Few phrases say “brace yourself” quite like these words: “The only state in America.”
And so it was last month when S.C. Department of Juvenile Justice Director Eden Hendrick told state senators that South Carolina is the only state in America — brace yourself — where children can be locked up for kiddie crimes like cutting class, running away from home and, heaven help us, loitering in a billiard room.

Talk about juvenile. And criminal. And just plain wrong.

To be clear, we’re not talking about crimes like murder, robbery or assault, but rather what are called “status offenses” — acts which are only illegal if committed by someone whose status is that of a minor.

Unbelievably, these acts that can get you 90 days in juvie here — and only here — in South Carolina.

And if that sounds cruel and dangerous, well, that’s because it is.

“We have status offenders in the same buildings, in the same classes, in the same gyms as youth charged with very, very, very serious crimes,” Hendrick told senators.

She was testifying at a recent Senate Judiciary Committee hearing on a bill by Orangeburg Democratic Sen. Brad Hutto that would put an end to this blatant juvenile injustice, as reported recently by the S.C. Daily Gazette.

The longer that the testimony went on that day, the clearer it became that the current law isn’t just putting status offenders at risk. It’s endangering the rest of us, too.

Why? Well, first, as Hutto notes, non-criminal kids too often “pick up bad habits” when they’re housed with serious youthful offenders — exactly the opposite of what we want from our juvenile justice system. And second, thanks to chronic overcrowding, these kids are taking up space in facilities our state desperately needs for young people who have committed serious, grown-up crimes.

GOP Senate Majority Leader Shane Massey of Edgefield seemed to speak for the room when he said, “I want them not to be truants. I want them not to be incorrigible, but I don’t know that this is the way to fix them. The idea of sending a 13-year-old who’s just run away from school a couple times to DJJ — that scares the hell out of me, because that’s going to scare the hell out of him.”

Here is where we’d like to tell you that the senators, shocked to hear this testimony, carved out a little time between regulating womens’ wombs and getting more guns out on the street to actually do their part to fix the problem.

But we can’t because they didn’t, settling instead for saying all the right things while not quite passing the bill in time for the House to act on it this year without needing a super-majority.

So now, with the likelihood that passing the bill (the right thing to do) may not happen in the next few weeks of the regular legislative session, we call on the General Assembly to add the juvenile justice bill to the list of special items it considers during a special session. And we urge Gov. Henry McMaster to lobby for the bill, too.

When it comes to reducing risks for South Carolina’s children, we should protect them, not dilly-dally away from a problem that is solvable.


*What is being asked:*
What is wanted is every line below from the one with "Image is 883x412 pixels." up to and including the one with "Image is 868x450 pixels.", retyped exactly, pictures excluded, nothing else.

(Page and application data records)
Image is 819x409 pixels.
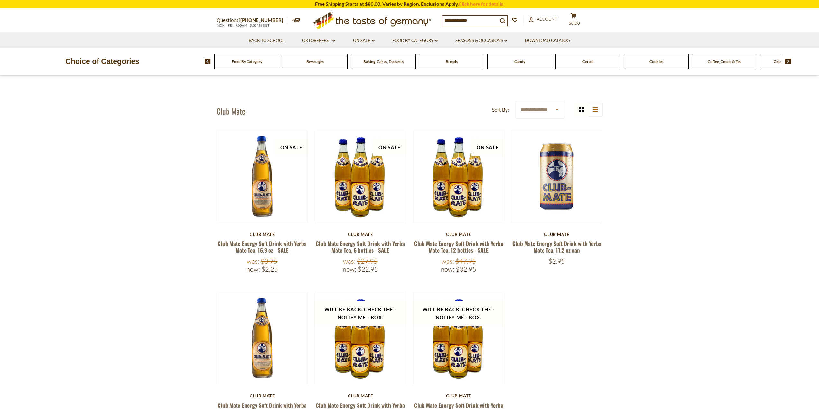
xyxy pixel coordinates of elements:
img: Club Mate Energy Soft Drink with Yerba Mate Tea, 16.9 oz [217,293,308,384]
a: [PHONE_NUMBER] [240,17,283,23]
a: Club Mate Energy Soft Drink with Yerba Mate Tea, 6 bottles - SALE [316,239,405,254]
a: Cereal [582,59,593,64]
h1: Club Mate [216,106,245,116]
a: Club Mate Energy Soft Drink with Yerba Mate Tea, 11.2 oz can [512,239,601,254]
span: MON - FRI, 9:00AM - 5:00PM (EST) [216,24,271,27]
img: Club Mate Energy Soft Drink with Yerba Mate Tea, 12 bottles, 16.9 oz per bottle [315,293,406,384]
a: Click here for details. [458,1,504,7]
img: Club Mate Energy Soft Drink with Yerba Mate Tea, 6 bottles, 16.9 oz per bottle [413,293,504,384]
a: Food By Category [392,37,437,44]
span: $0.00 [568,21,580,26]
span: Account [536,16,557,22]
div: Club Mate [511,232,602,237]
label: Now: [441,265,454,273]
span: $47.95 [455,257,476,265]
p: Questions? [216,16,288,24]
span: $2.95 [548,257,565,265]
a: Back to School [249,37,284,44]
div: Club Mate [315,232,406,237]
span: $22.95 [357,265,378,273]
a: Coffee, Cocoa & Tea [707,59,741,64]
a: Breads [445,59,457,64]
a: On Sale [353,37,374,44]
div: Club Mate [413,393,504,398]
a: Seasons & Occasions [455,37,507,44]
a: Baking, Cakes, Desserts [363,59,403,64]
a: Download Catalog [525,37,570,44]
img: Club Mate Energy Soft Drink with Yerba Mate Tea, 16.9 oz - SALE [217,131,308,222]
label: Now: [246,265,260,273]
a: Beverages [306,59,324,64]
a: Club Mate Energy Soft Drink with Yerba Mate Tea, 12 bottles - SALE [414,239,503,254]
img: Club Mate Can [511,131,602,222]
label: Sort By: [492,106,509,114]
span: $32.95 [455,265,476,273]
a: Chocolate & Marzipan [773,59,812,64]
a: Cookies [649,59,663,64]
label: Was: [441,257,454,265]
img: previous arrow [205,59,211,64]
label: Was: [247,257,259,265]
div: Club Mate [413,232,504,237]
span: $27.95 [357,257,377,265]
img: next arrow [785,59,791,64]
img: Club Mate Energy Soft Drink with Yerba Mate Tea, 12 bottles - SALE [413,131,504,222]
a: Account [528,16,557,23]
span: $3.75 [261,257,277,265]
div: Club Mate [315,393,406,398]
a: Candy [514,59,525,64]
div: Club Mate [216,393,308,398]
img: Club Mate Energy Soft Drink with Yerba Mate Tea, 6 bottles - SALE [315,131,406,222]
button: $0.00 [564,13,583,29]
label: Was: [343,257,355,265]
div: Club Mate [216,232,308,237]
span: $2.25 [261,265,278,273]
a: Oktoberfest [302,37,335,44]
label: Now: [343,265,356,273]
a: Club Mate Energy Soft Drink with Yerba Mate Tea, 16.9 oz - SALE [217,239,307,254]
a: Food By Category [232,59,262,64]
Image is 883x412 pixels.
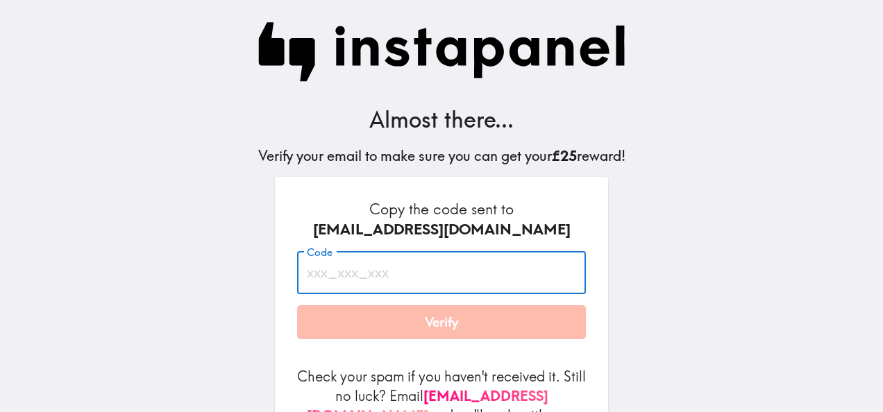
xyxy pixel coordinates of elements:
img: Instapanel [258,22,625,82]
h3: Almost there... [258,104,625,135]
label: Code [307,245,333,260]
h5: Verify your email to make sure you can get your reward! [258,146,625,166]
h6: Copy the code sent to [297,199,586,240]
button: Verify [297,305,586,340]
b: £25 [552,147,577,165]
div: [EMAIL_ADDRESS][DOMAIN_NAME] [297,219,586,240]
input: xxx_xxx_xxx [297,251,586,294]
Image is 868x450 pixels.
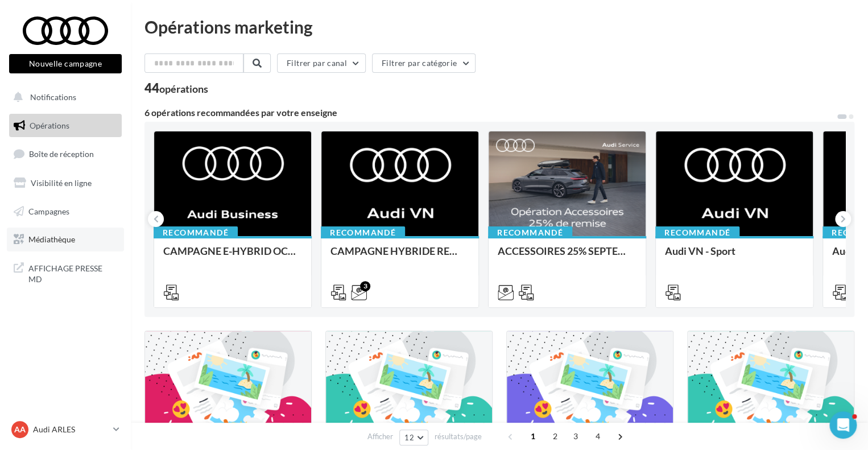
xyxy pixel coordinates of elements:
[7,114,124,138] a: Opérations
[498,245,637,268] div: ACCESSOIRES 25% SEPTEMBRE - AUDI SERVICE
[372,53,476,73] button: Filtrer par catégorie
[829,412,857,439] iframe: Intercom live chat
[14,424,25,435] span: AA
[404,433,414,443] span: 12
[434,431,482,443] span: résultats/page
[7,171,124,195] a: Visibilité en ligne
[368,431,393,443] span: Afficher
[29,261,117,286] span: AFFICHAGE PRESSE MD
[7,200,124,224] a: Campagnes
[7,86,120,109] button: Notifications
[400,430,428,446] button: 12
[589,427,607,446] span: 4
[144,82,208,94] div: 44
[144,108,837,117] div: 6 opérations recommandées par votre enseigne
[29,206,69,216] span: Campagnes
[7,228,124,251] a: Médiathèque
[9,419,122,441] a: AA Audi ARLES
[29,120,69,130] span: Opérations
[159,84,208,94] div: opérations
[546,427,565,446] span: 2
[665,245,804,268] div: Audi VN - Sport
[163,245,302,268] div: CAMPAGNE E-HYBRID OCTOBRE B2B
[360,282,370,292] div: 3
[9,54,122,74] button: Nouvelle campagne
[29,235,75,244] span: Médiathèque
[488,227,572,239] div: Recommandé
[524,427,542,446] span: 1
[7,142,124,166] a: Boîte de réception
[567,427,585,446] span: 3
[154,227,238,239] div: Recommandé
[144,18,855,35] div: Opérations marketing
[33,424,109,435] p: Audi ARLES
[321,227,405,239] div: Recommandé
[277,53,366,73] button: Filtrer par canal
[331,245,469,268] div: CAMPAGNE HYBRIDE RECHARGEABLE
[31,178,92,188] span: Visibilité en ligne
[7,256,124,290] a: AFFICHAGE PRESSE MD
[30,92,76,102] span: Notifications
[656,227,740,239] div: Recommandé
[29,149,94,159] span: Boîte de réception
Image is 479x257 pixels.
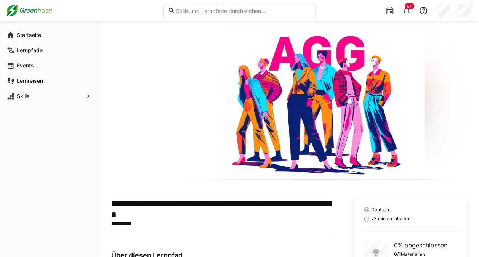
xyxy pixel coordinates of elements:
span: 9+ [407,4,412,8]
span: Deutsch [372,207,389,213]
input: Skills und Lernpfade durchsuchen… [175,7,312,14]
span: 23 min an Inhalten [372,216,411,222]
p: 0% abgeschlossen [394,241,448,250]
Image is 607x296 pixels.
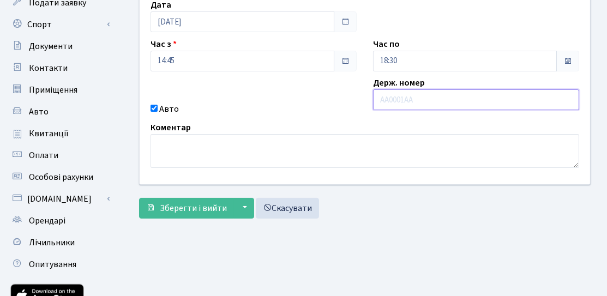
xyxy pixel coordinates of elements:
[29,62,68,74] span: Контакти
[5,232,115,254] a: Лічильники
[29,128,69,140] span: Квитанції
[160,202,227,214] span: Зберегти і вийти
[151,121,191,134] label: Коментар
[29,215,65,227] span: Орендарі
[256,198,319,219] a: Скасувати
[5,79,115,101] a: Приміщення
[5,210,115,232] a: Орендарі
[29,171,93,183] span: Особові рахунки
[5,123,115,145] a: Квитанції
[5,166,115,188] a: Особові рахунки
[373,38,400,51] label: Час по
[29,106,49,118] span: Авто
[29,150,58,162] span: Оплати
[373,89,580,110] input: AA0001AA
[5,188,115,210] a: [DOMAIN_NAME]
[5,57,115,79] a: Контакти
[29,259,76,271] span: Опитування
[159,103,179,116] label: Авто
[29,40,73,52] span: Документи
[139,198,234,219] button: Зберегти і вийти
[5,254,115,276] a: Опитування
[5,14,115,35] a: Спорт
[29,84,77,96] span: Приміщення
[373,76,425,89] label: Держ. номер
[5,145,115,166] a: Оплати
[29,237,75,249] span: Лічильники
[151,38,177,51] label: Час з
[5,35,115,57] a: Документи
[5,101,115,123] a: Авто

*Response to the task:*
Image is 883x412 pixels.
xyxy pixel coordinates of elements:
img: Instapanel [258,22,625,82]
h3: Almost there... [258,104,625,135]
label: Code [307,245,333,260]
h5: Verify your email to make sure you can get your reward! [258,146,625,166]
h6: Copy the code sent to [297,199,586,240]
button: Verify [297,305,586,340]
b: £25 [552,147,577,165]
div: [EMAIL_ADDRESS][DOMAIN_NAME] [297,219,586,240]
input: xxx_xxx_xxx [297,251,586,294]
Image is 868x450 pixels.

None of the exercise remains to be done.